When the new Gandalf (not the apparition of Saruman) first appears to Legolas, Gimli, and Aragorn, it is as a mysterious silent figure, who comes softly through the forest towards them and then stands looking at them for a long time without speaking:

Aragorn looked and beheld a bent figure moving slowly. It was not far away. It looked like an old beggar-man, walking wearily, leaning on a rough staff. His head was bowed, and he did not look towards them. In other lands they would have greeted him with kind words; but now they stood silent, each feeling a strange expectancy: something was approaching that held a hidden power – or menace.

[...]

At that moment the old man quickened his pace and came with surprising speed to the foot of the rock-wall. Then suddenly he looked up, while they stood motionless looking down. There was no sound.

Even when he breaks the silence, he speaks with them as a stranger rather than an old friend:

Well met, I say again!’ said the old man, coming towards them. When he was a few feet away, he stood, stooping over his staff, with his head thrust forward, peering at them from under his hood. ‘And what may you be doing in these parts? An Elf, a Man, and a Dwarf, all clad in Elvish fashion. No doubt there is a tale worth hearing behind it all. Such things are not often seen here.’

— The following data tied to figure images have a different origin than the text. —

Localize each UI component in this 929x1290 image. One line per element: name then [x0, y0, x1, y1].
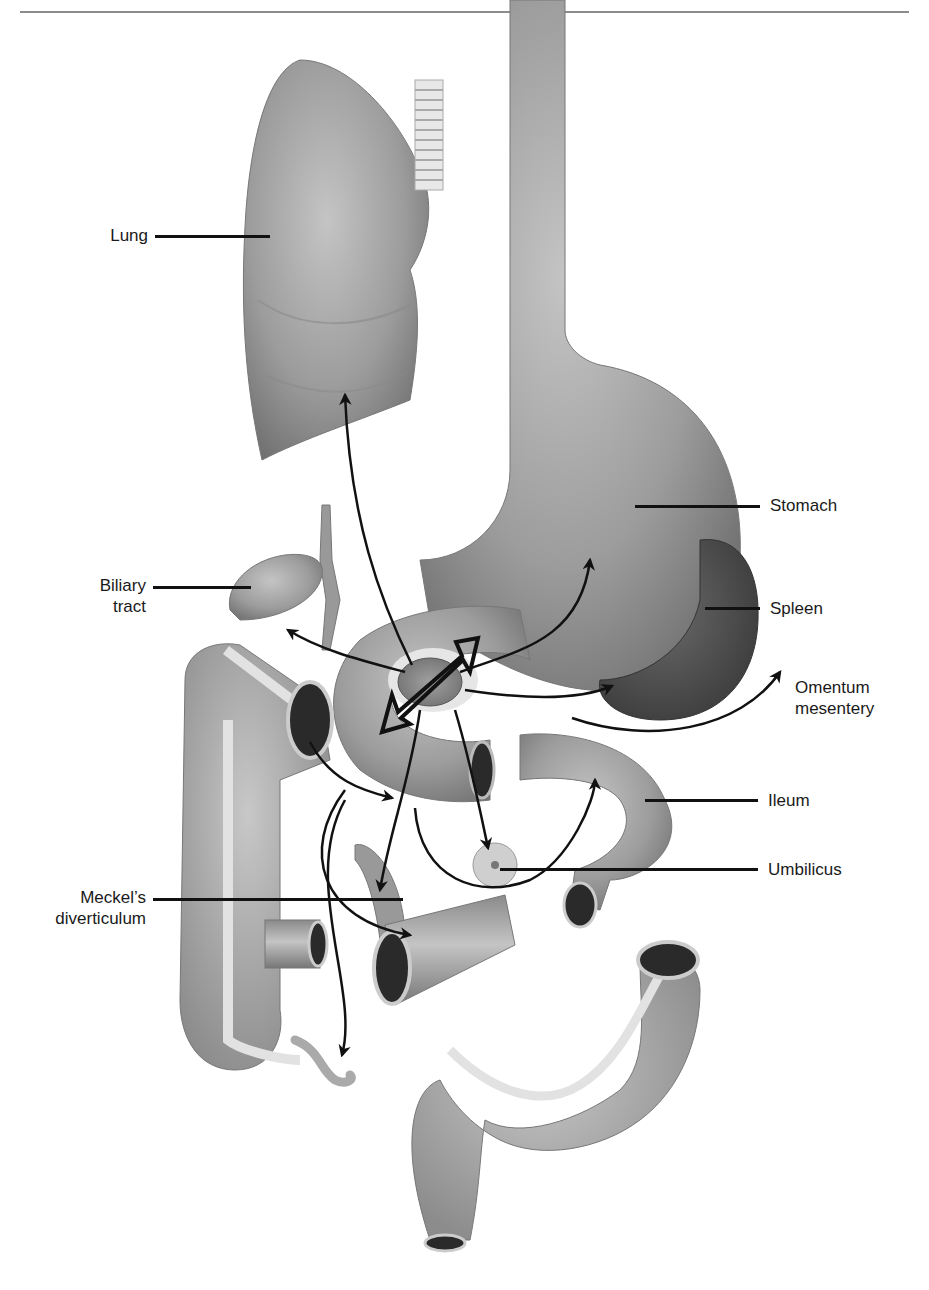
biliary-tract-organ — [229, 505, 340, 650]
umbilicus-organ — [473, 843, 517, 887]
leader-line-ileum — [645, 799, 758, 802]
label-omentum-line2: mesentery — [795, 698, 874, 719]
label-spleen: Spleen — [770, 598, 823, 619]
leader-line-lung — [155, 235, 270, 238]
ascending-colon — [180, 644, 351, 1082]
label-meckels-diverticulum: Meckel’s diverticulum — [45, 887, 146, 929]
stomach-organ — [420, 0, 740, 691]
leader-line-meckels — [153, 898, 403, 901]
leader-line-stomach — [635, 505, 760, 508]
label-biliary-line1: Biliary — [70, 575, 146, 596]
ileum-organ — [520, 734, 672, 927]
label-omentum-line1: Omentum — [795, 677, 874, 698]
arrow-to-appendix — [328, 800, 346, 1055]
label-omentum-mesentery: Omentum mesentery — [795, 677, 874, 719]
leader-line-spleen — [705, 607, 760, 610]
sigmoid-colon — [412, 942, 700, 1251]
label-ileum: Ileum — [768, 790, 810, 811]
trachea — [415, 80, 443, 190]
label-meckel-line2: diverticulum — [45, 908, 146, 929]
label-biliary-line2: tract — [70, 596, 146, 617]
label-biliary-tract: Biliary tract — [70, 575, 146, 617]
leader-line-biliary-tract — [153, 586, 251, 589]
label-lung: Lung — [88, 225, 148, 246]
label-meckel-line1: Meckel’s — [45, 887, 146, 908]
leader-line-umbilicus — [500, 868, 758, 871]
label-stomach: Stomach — [770, 495, 837, 516]
label-umbilicus: Umbilicus — [768, 859, 842, 880]
anatomy-illustration — [0, 0, 929, 1290]
lung-organ — [243, 60, 443, 460]
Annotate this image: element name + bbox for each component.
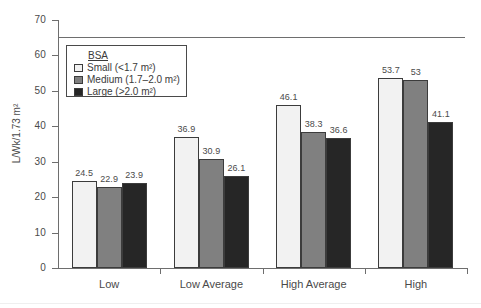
legend: BSA Small (<1.7 m²)Medium (1.7–2.0 m²)La… (66, 45, 187, 97)
legend-swatch (74, 64, 83, 72)
x-tick-label: Low (58, 278, 160, 290)
bar (403, 80, 428, 268)
legend-label: Large (>2.0 m²) (87, 87, 156, 97)
x-axis-group-tick (467, 268, 468, 274)
legend-label: Small (<1.7 m²) (87, 63, 156, 73)
x-axis-group-tick (160, 268, 161, 274)
legend-entries: Small (<1.7 m²)Medium (1.7–2.0 m²)Large … (74, 62, 181, 97)
bar (174, 137, 199, 268)
scan-edge (0, 303, 481, 304)
x-tick-label: Low Average (160, 278, 262, 290)
bar (122, 183, 147, 268)
bar-value-label: 53 (397, 68, 434, 77)
x-tick-label: High (365, 278, 467, 290)
legend-swatch (74, 76, 83, 84)
bar-value-label: 36.9 (168, 125, 205, 134)
legend-title: BSA (88, 50, 181, 61)
bar (301, 132, 326, 268)
legend-entry: Medium (1.7–2.0 m²) (74, 74, 181, 85)
bar-value-label: 26.1 (218, 164, 255, 173)
bar-value-label: 36.6 (320, 126, 357, 135)
bar (428, 122, 453, 268)
bar (224, 176, 249, 268)
legend-entry: Large (>2.0 m²) (74, 86, 181, 97)
bar (97, 187, 122, 268)
bar-chart: L/Wk/1.73 m² 706050403020100 24.522.923.… (0, 0, 481, 308)
legend-swatch (74, 88, 83, 96)
bar (199, 159, 224, 268)
legend-label: Medium (1.7–2.0 m²) (87, 75, 180, 85)
bar-value-label: 46.1 (270, 93, 307, 102)
bar-value-label: 23.9 (116, 171, 153, 180)
bar-value-label: 30.9 (193, 147, 230, 156)
bar (72, 181, 97, 268)
bars-layer: 24.522.923.936.930.926.146.138.336.653.7… (0, 0, 481, 268)
bar (326, 138, 351, 268)
x-tick-label: High Average (263, 278, 365, 290)
x-axis-group-tick (365, 268, 366, 274)
legend-entry: Small (<1.7 m²) (74, 62, 181, 73)
x-axis-group-tick (263, 268, 264, 274)
bar (378, 78, 403, 268)
bar-value-label: 41.1 (422, 110, 459, 119)
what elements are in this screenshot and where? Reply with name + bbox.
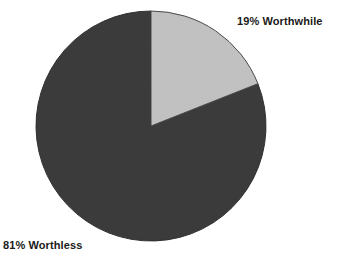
pie-chart-graphic — [0, 0, 349, 271]
pie-label-worthless: 81% Worthless — [3, 239, 82, 252]
pie-label-worthwhile: 19% Worthwhile — [237, 15, 323, 28]
pie-chart: 19% Worthwhile 81% Worthless — [0, 0, 349, 271]
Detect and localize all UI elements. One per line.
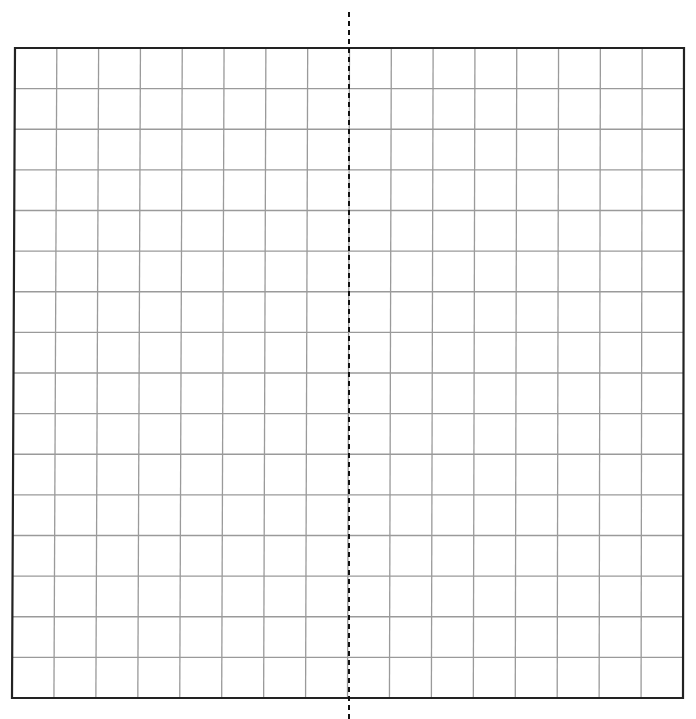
diagram-canvas bbox=[0, 0, 696, 719]
square-grid bbox=[0, 0, 696, 719]
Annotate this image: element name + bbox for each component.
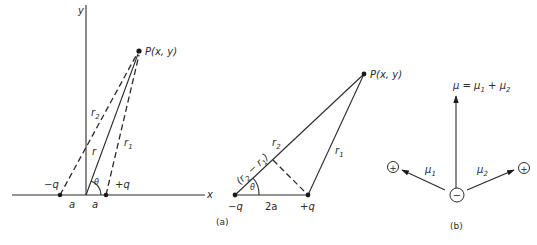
caption-a: (a) — [216, 217, 229, 227]
r2-label: r2 — [272, 137, 281, 151]
negative-charge-dot — [233, 193, 238, 198]
left-panel: x y θ P(x, y) −q +q a a r2 r r1 — [12, 5, 213, 210]
theta-label: θ — [94, 178, 99, 187]
separation-label: 2a — [265, 201, 278, 212]
negative-charge-symbol: − — [453, 190, 461, 201]
resultant-mu-label: μ = μ1 + μ2 — [452, 80, 511, 94]
mu2-arrow — [467, 170, 514, 190]
left-positive-charge-circle: + — [388, 162, 399, 173]
mu1-label: μ1 — [424, 164, 436, 178]
r-line — [86, 54, 138, 195]
negative-charge-label: −q — [44, 179, 59, 190]
left-positive-charge-symbol: + — [389, 163, 397, 173]
panel-b: μ = μ1 + μ2 μ1 μ2 − + + (b) — [388, 80, 530, 231]
y-axis-label: y — [77, 5, 85, 16]
right-positive-charge-symbol: + — [520, 164, 528, 174]
point-p-label: P(x, y) — [370, 69, 402, 80]
positive-charge-dot — [306, 193, 311, 198]
r1-label: r1 — [335, 145, 344, 159]
r2-dashed-line — [60, 54, 137, 195]
theta-label: θ — [250, 183, 255, 192]
dipole-figure: x y θ P(x, y) −q +q a a r2 r r1 θ P(x, — [0, 0, 537, 245]
r2-line — [235, 74, 364, 195]
r2-label: r2 — [91, 107, 100, 121]
positive-charge-label: +q — [115, 179, 130, 190]
r1-line — [308, 74, 364, 195]
positive-charge-label: +q — [300, 201, 315, 212]
x-axis-label: x — [206, 189, 213, 200]
mu1-arrow — [402, 170, 445, 190]
distance-a-right: a — [92, 199, 98, 210]
negative-charge-circle: − — [450, 188, 464, 202]
point-p-label: P(x, y) — [145, 46, 177, 57]
distance-a-left: a — [69, 199, 75, 210]
caption-b: (b) — [450, 221, 463, 231]
mu2-label: μ2 — [476, 164, 488, 178]
r1-label: r1 — [124, 137, 133, 151]
r-label: r — [92, 146, 97, 157]
point-p-dot — [136, 48, 141, 53]
panel-a: θ P(x, y) −q +q 2a r2 r1 (r2 − r1) (a) — [216, 69, 402, 227]
r1-dashed-line — [106, 55, 139, 195]
perpendicular-dashed-line — [273, 160, 306, 193]
positive-charge-dot — [104, 193, 109, 198]
negative-charge-dot — [58, 193, 63, 198]
point-p-dot — [362, 72, 367, 77]
negative-charge-label: −q — [228, 201, 243, 212]
right-positive-charge-circle: + — [519, 163, 530, 174]
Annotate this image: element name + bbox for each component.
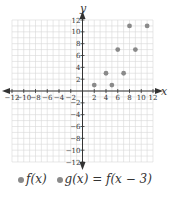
- svg-text:−8: −8: [70, 135, 80, 143]
- svg-text:−2: −2: [70, 99, 80, 107]
- svg-text:−10: −10: [66, 147, 81, 155]
- axes: [2, 11, 163, 170]
- svg-text:10: 10: [137, 94, 146, 102]
- data-point: [121, 71, 126, 76]
- data-point: [92, 83, 97, 88]
- svg-text:−6: −6: [42, 94, 53, 102]
- svg-text:8: 8: [76, 40, 80, 48]
- legend-label: g(x) = f(x − 3): [65, 172, 152, 186]
- svg-text:12: 12: [72, 17, 81, 25]
- y-axis-label: y: [79, 2, 87, 15]
- svg-text:−6: −6: [70, 123, 81, 131]
- svg-text:6: 6: [116, 94, 121, 102]
- data-point: [145, 24, 150, 29]
- data-point: [133, 47, 138, 52]
- svg-text:6: 6: [76, 52, 81, 60]
- svg-text:−12: −12: [66, 159, 81, 167]
- x-axis-label: x: [161, 85, 168, 98]
- svg-text:−4: −4: [70, 111, 81, 119]
- svg-text:8: 8: [127, 94, 131, 102]
- legend-marker-icon: [18, 177, 24, 183]
- svg-text:12: 12: [149, 94, 158, 102]
- legend-label: f(x): [26, 172, 47, 186]
- legend-item-g: g(x) = f(x − 3): [57, 172, 152, 186]
- legend: f(x) g(x) = f(x − 3): [0, 172, 170, 186]
- legend-item-f: f(x): [18, 172, 47, 186]
- svg-text:2: 2: [76, 76, 80, 84]
- svg-text:4: 4: [104, 94, 109, 102]
- svg-text:10: 10: [72, 28, 81, 36]
- data-point: [115, 47, 120, 52]
- svg-text:2: 2: [92, 94, 96, 102]
- legend-marker-icon: [57, 177, 63, 183]
- coordinate-plane: −12−10−8−6−4−224681012−12−10−8−6−4−22468…: [0, 0, 170, 170]
- data-point: [109, 83, 114, 88]
- data-point: [127, 24, 132, 29]
- svg-text:4: 4: [76, 64, 81, 72]
- data-point: [104, 71, 109, 76]
- svg-text:−4: −4: [54, 94, 65, 102]
- svg-text:−10: −10: [16, 94, 31, 102]
- svg-text:−8: −8: [30, 94, 40, 102]
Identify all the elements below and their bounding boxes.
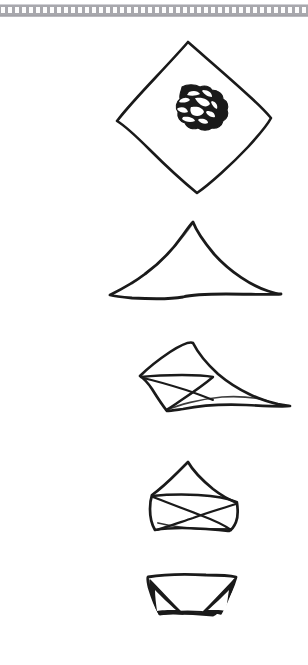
perforation-row xyxy=(1,7,308,14)
center-bundle-scribble xyxy=(176,85,228,131)
perforation-hole xyxy=(134,7,138,13)
perforation-hole xyxy=(78,7,82,13)
perforation-hole xyxy=(92,7,96,13)
perforation-hole xyxy=(22,7,26,13)
strip-drop-shadow xyxy=(0,15,308,17)
perforation-hole xyxy=(43,7,47,13)
panel-5-finished-pouch xyxy=(148,575,236,615)
perforation-hole xyxy=(239,7,243,13)
perforation-hole xyxy=(1,7,5,13)
perforation-hole xyxy=(253,7,257,13)
perforation-hole xyxy=(148,7,152,13)
perforation-hole xyxy=(260,7,264,13)
perforation-hole xyxy=(218,7,222,13)
perforation-hole xyxy=(71,7,75,13)
perforation-hole xyxy=(295,7,299,13)
perforation-hole xyxy=(57,7,61,13)
panel-3-left-corner-folded-in xyxy=(140,342,290,411)
perforation-hole xyxy=(85,7,89,13)
perforation-hole xyxy=(232,7,236,13)
perforation-hole xyxy=(267,7,271,13)
perforation-hole xyxy=(302,7,306,13)
page-canvas xyxy=(0,0,308,665)
perforation-hole xyxy=(64,7,68,13)
perforation-hole xyxy=(204,7,208,13)
pouch-outline xyxy=(150,462,238,531)
perforation-hole xyxy=(29,7,33,13)
perforation-hole xyxy=(169,7,173,13)
right-wing-inner-void xyxy=(208,590,229,611)
perforation-hole xyxy=(106,7,110,13)
panel-1-open-square-with-bundle xyxy=(117,42,271,193)
perforation-hole xyxy=(162,7,166,13)
perforation-hole xyxy=(281,7,285,13)
perforation-hole xyxy=(246,7,250,13)
perforation-hole xyxy=(155,7,159,13)
perforation-hole xyxy=(274,7,278,13)
panel-4-both-corners-folded-in xyxy=(150,462,238,531)
perforation-hole xyxy=(50,7,54,13)
perforation-hole xyxy=(99,7,103,13)
folding-steps-drawing xyxy=(0,18,308,665)
perforation-hole xyxy=(225,7,229,13)
perforation-hole xyxy=(211,7,215,13)
panel-2-folded-triangle xyxy=(110,222,281,299)
perforation-hole xyxy=(190,7,194,13)
perforation-hole xyxy=(120,7,124,13)
perforation-hole xyxy=(197,7,201,13)
perforation-hole xyxy=(176,7,180,13)
perforation-hole xyxy=(141,7,145,13)
perforation-hole xyxy=(183,7,187,13)
perforation-hole xyxy=(127,7,131,13)
perforation-hole xyxy=(8,7,12,13)
triangle-outline xyxy=(110,222,281,299)
perforation-hole xyxy=(15,7,19,13)
left-wing-inner-void xyxy=(155,590,176,611)
perforation-hole xyxy=(288,7,292,13)
perforation-hole xyxy=(113,7,117,13)
perforation-hole xyxy=(36,7,40,13)
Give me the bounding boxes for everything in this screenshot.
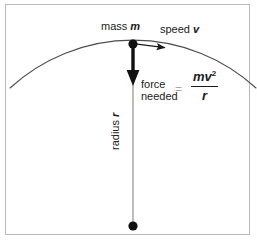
figure-root: mass m speed v force needed = mv2 r radi… [0,0,257,244]
formula-numerator-m: m [193,69,205,84]
label-mass-text: mass [101,20,127,32]
label-speed-text: speed [160,23,190,35]
label-speed: speed v [160,24,199,36]
formula-denominator: r [191,87,218,104]
label-mass: mass m [101,21,140,33]
velocity-arrow [137,44,165,47]
label-force-line2: needed [141,91,178,103]
formula-mv2-over-r: mv2 r [191,70,218,104]
diagram-canvas [0,0,257,244]
formula-numerator-v: v [205,69,212,84]
force-arrow [127,46,140,86]
label-mass-symbol: m [130,20,140,32]
label-force-needed: force needed [141,79,178,103]
label-radius-symbol: r [109,112,121,116]
formula-numerator: mv2 [191,70,218,86]
equals-sign: = [175,82,182,96]
formula-numerator-exponent: 2 [212,69,216,78]
label-radius-text: radius [109,120,121,150]
label-speed-symbol: v [193,23,199,35]
label-radius: radius r [109,112,121,150]
circle-center-point [128,221,137,230]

‘You speak as one that knows Fangorn well,’ said Aragorn. ‘Is that so?’

‘Not well,’ said the old man: ‘that would be the study of many lives. But I come here now and again.’

‘Might we know your name, and then hear what it is that you have to say to us?’ said Aragorn. ‘The morning passes, and we have an errand that will not wait.’

‘As for what I wished to say, I have said it: What may you be doing, and what tale can you tell of yourselves? As for my name!’ He broke off, laughing long and softly. Aragorn felt a shudder run through him at the sound, a strange cold thrill; and yet it was not fear or terror that he felt: rather it was like the sudden bite of a keen air, or the slap of a cold rain that wakes an uneasy sleeper.

‘My name!’ said the old man again. ‘Have you not guessed it already? You have heard it before, I think. Yes, you have heard it before. But come now, what of your tale?’

If this is how Gandalf behaves on his actual first meeting with his old friends, is it so far-fetched to wonder if he previously appeared to them without even speaking? The ways of wizards are often strange and inscrutable to mortals.

Also, Gimli was shocked. He was by far the last to react to the revelation that the mysterious old man was Gandalf resurrected, and perhaps his mind was still working over it even while the others talked. It took him more time to recover from the shock, and perhaps he thought the nightly apparition was probably Saruman but wanted to make sure. The text doesn't say he was accusatory, so maybe his question was just confirmatory:

‘Wait a minute!’ cried Gimli. ‘There is another thing that I should like to know first. Was it you, Gandalf, or Saruman that we saw last night?’

As for why they took so long to ask about what happened to Gandalf after Moria, the simplest explanation is that there were more pressing matters to discuss: the fate of the Ring and Frodo, the plotting of Saruman relatively near at hand, the fate of the two hobbits they'd been pursuing for so long to that very spot, the future of the world between Mordor and Isengard, and other things of vital importance to the future. Their curiosity about Gandalf's resurrection could wait a little.